Showing posts with label Nugget. Show all posts
Showing posts with label Nugget. Show all posts

Friday, 4 January 2013

World's Largest Gold Nuggets


#1 Welcome Stranger nugget weighing in at 2316 oz., found on February 5th, 1869 in Moliagul, Victoria, Australia. It was discovered by John Deason and Richard Oates just 2 inches below the surface near a root of a tree in Bulldog Gully.  It measured 2 ft x 1.02 ft in size.  Due to the size of the nugget it could not be weighed on any scales at the time and had to be broken down into 3 smaller pieces.  It was melted down shortly after finding and only recreations of the nugget made from drawings exist.  One replica of the "Welcome Stranger" nugget can be found at the City Museum in Treasury Place, in Melbourne, Victoria.  The other replica is owned by descendants of John Deason.
Welcome Stranger 

#2 Pepita Canaa nugget weighing in at 2145 oz., found Sept 13, 1983 by miners at the Serra Pelada Mine in the State of Para, Brazil.  It currently resides in the Banco Central Museum in Brazil.

Pepita Canaa 

Sunday, 16 December 2012

Gold in Big Picture: Part 7 - Final

Gold bars are pictured at the Ginza Tanaka store in Tokyo October 23, 2009. (REUTERS/Issei Kato) 

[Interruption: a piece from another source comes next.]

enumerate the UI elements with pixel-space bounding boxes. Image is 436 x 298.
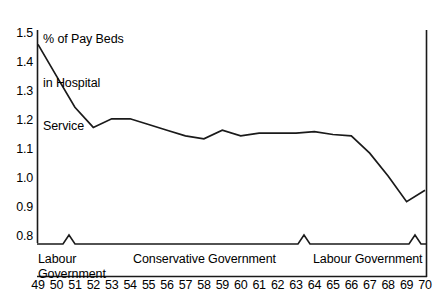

Gold busts of (l-r) Chinese leaders President Hu Jintao, former president Jiang Zemin, late patriarch Deng Xiaoping and Mao Zedong, are displayed at a gold exhibition in Beijing, China on November 8, 2009. (WANG ZHAO/AFP/Getty Images)

Monday, 3 December 2012

Rare Gold Nugget Gallery Part 1

Nuggets are gold fragments weathered out of an original lode. They often show signs of abrasive polishing by stream action, and sometimes still contain inclusions of quartz or other lode matrix material. A gold nugget is a naturally occurring piece of native gold. Watercourses often concentrate nuggets and finer gold in placers. Nuggets are recovered by placer mining, but they are also found in residual deposits where the gold-bearing veins or lodes are weathered. Nuggets are also found in the tailings piles of previous mining operations, especially those left by gold mining dredges.

Crystalline gold from Mina Zapata, Santa Elena de Uairen, Venezuela. Size: 3.7×1.1×0.4 cm

Relative sizes of an 860 kg block of gold ore, and the 30 g of gold that can be extracted from it. Toi gold mine, Japan.

Saturday, 1 December 2012

How Gold Was Formed on Earth


Like all elements of atomic numbers larger than iron, gold is a supernova nucleosynthesis process is believed to occur by. The explosion of the space in which they later formed in our solar system and the Earth in the metal-containing dust (heavy elements like gold included) scattered. Because the Earth was molten when it was just, gold exists on Earth has been in almost all the major. Gold that currently most of the planet's crust mantle today and skirmishes during the late heavy bombardment was distributed on Earth.

On Earth, gold ore is found in Precambrian rock formation time. It often occurs as a native metal, usually silver solution (ie gold, silver alloy) Metal closely. Alloys are usually 8-10% of the silver content. Electrum elemental gold with more than 20% silver. Mother with electrum silver color runs from golden-silver, silver, depending on the content. More silver, low specific gravity.

Great Golden:

This 156-troy-ounce (4.9 kg) nugget, known as the Mojave Nugget
was found by an individual prospector in the Southern California Desert
using a metal detector.
Native gold occurs as very small microscopic particles embedded in rock are often called "Fool's Gold", which is pyrite, quartz or sulfide minerals such as with. These deposits, called plaque. Also free to ply their original state in the form of metals, grain or large tumor that has reduced the rocks and alluvial deposits PLACER is found in the form of deposits with the ending. Free gold is always richer at the surface as the gold-bearing veins [clarification needed] with weathering, and streams and rivers, where it collects and can be welding by water action to form a tumor, followed by washing minerals in the dust due to oxidation.